Prove there is a linear transformation

49 Views Asked by At

I would like some advice with one problem.

Let $L$ be a linear space with $\dim(L)=n$. Let $K$ be some linear subspace of $L$. I need to prove there exists a linear transformation $l: L \rightarrow L$ such that $Im(l)=K$.

My shot:

let $B=\{b_1...b_n\}$ be a basis of $L$. let $K=\{k_1...k_s\}$ be a basis of $K$, $n>s$. we can replaces some vectors $b_1...b_s$ with $k_1...k_s$ and $Span \ B$ won't change. Than $Im(l)=Span\{l(k_1)...l(k_s), l(b_{s+1})...l(b_n)\}$ I have no idea if it's even right or what to do next. Any hints?
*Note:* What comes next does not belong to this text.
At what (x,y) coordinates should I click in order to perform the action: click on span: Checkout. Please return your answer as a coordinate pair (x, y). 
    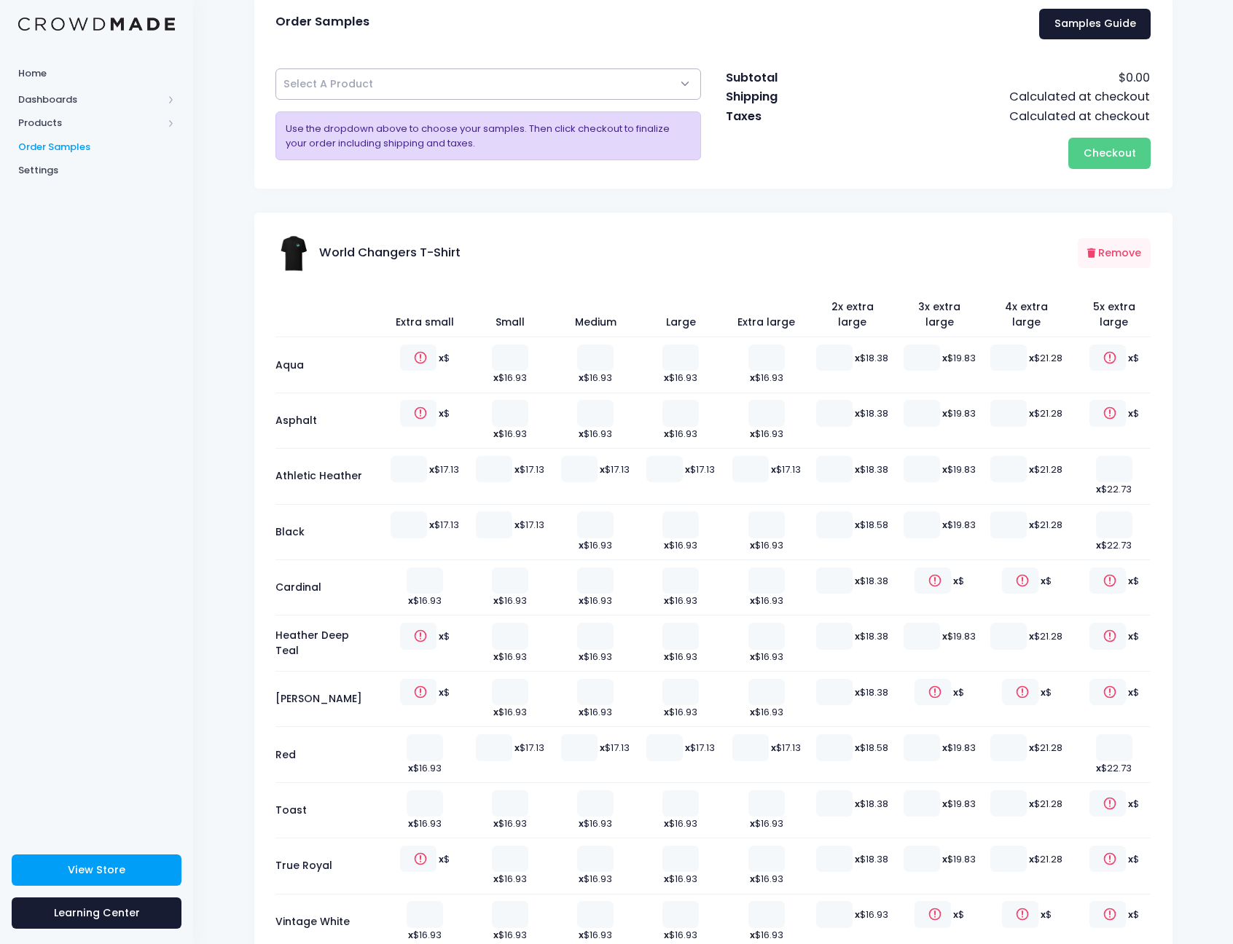
    Looking at the image, I should click on (1109, 153).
Thank you

2

There are 2 best solutions below

3
On BEST ANSWER

Hint: You can use any ${\underline{\mbox{onto}}}$ mapping of $\{b_1,\dots,b_n\}$ to $\{k_1,\dots,k_s\}$. This will determine a linear transformation $L$ with the properties you need.

0
On

Define $l:L \to L$ by $$l(x) = x \text{ for } x \in K$$ $$l(x) = 0 \text{ for }x \in L \setminus K$$

Obviously $l$ is linear on $K$ and on $L \setminus K$. It remains to define $l$ on $K + (L \setminus K)$ and it is just by the linearity.